Solar radiant heat can be significant in an aircraft cockpit. The large expanses of glass or Plexiglas produce a greenhouse effect. The temperatures in cockpits of aircraft parked on airfield ramps have been measured at 50F to 60F higher than those in hangars because of the radiation of solar heating through transparent surfaces. This radiation, in turn, heats the interior objects of the cockpit.

Keeping an aircraft’s interior tolerable on hot ramps can be difficult, if not impossible. This is even more problematic for aircraft not equipped with an APU, without shade protection from the sun, or without ground cooling equipment. When possible, utilize ground cooling equipment, ensure that window shades are closed during ground stops, and consider opening doors or latches that will allow heat to escape.

Mitigation

Pilots can take several steps to mitigate the effects of “hot and high” conditions. It’s no secret that summer afternoon departures from high elevation airports like Aspen are significantly challenged. Planning departures for the coolest time of the day (generally the morning) are wise. Just be aware that “down canyon” breezes in the morning caused by cooler air at higher altitudes may cause undesirable tailwind conditions at airports with “one way in, one way out” flight patterns. A good example of this daily diurnal wind pattern is at Sun Valley.

Use the runway that provides for the best aircraft performance. This may or may not coincide with the longest runway. Since the climb gradient is often a more limiting parameter, carefully consider the runway with the shallowest climb gradient.

The maximum takeoff weight will be limited to meet runway and/or climb gradient requirements. It is often necessary to download the fuel in order to meet climb gradient requirements out of airports like Aspen, especially during summer temperatures. Many of you have probably flown out of Aspen with sufficient fuel to proceed to an airport along the Colorado Front Range, whereupon enough fuel was uploaded so that the flight could proceed to the East Coast.

A subscription to one of the “airport analysis” services that provide specific engine-out procedures to avoid obstacles as well as an easier-to-understand format for determining the maximum weight to assure compliance with all of the takeoff and climb performance parameters is a worthy investment. These custom-designed engine-out flight paths assure that you can take off at the maximum possible weight much heavier than if you were attempting to comply with the normal IFR departure procedure.

Patrick Veillette, Ph.D.

Upon his retirement as a non-routine flight operations captain from a fractional operator in 2015, Dr.

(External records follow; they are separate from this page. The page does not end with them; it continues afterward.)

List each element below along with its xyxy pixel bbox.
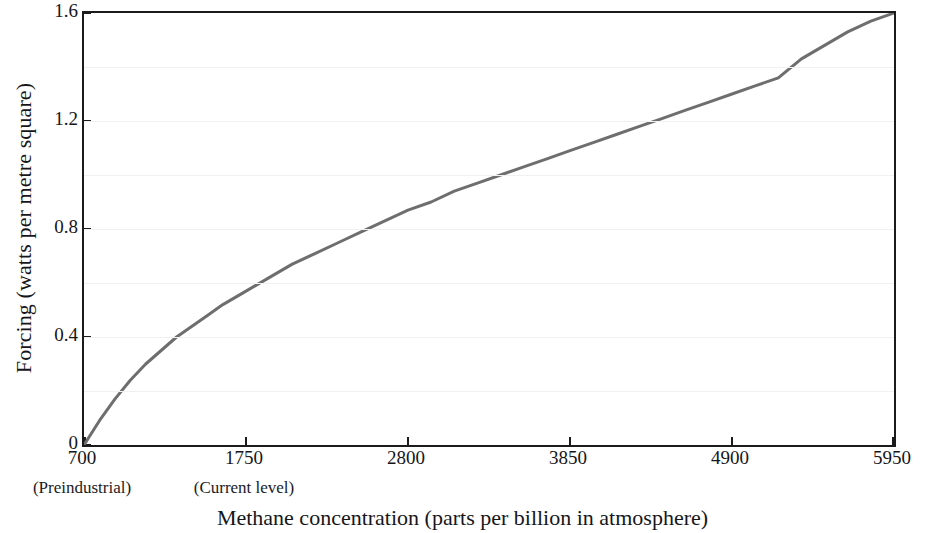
- plot-area: [82, 11, 896, 447]
- y-tick-label: 1.6: [32, 1, 78, 20]
- scan-artifact-line: [84, 283, 894, 284]
- y-tick-label: 0.8: [32, 217, 78, 236]
- scan-artifact-line: [84, 337, 894, 338]
- x-axis-ticks: [85, 437, 893, 445]
- x-axis-title: Methane concentration (parts per billion…: [0, 505, 925, 531]
- chart-figure: Forcing (watts per metre square) 1.6 1.2…: [0, 0, 925, 533]
- y-tick-label: 1.2: [32, 109, 78, 128]
- x-tick-label: 700: [22, 447, 142, 469]
- x-tick-label: 1750: [184, 447, 304, 469]
- x-tick-label: 4900: [670, 447, 790, 469]
- x-tick-label: 2800: [346, 447, 466, 469]
- scan-artifact-line: [84, 175, 894, 176]
- x-axis-tick-labels: 700 1750 2800 3850 4900 5950: [0, 447, 925, 477]
- scan-artifact-line: [84, 391, 894, 392]
- scan-artifact-line: [84, 229, 894, 230]
- x-axis-annotations: (Preindustrial) (Current level): [0, 478, 925, 506]
- x-tick-label: 3850: [508, 447, 628, 469]
- scan-artifact-line: [84, 67, 894, 68]
- x-tick-label: 5950: [832, 447, 925, 469]
- x-annotation-current-level: (Current level): [124, 478, 364, 498]
- y-tick-label: 0.4: [32, 325, 78, 344]
- scan-artifact-line: [84, 121, 894, 122]
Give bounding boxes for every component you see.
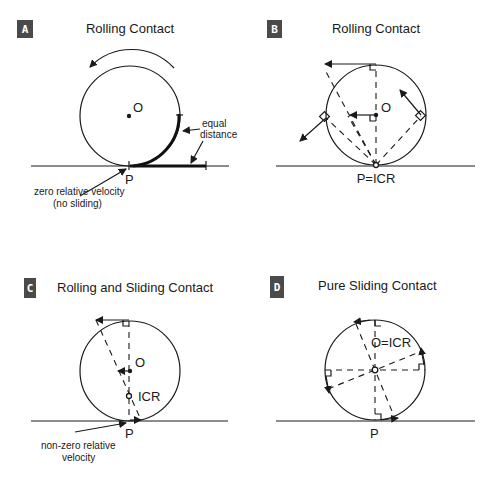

Veillette had accumulated more than 20,000 hours of flight experience in 240 types of aircraft—including balloons, rotorcraft, sea planes, gliders, war birds, supersonic jets and large commercial transports. He is an adjunct professor at Utah Valley University.

Comments

1 Comment
That is an interesting and thought-provoking article.
I would imagine that, on a calm day, the temperature of the air immediately above an asphalt runway surface would be significantly higher than the "ambient" temperature reported by the ATIS. Because of this, an aircraft would be rotating and lifting off at a density altitude greater than that normally used in takeoff performance calculations. Of course, almost immediately after liftoff, the aircraft would encounter temperatures cited in the ATIS, so maybe these theoretical temperatures would not have a significant effect on takeoff performance. I believe the temperature difference would be somewhat mitigated by a decent crosswind component.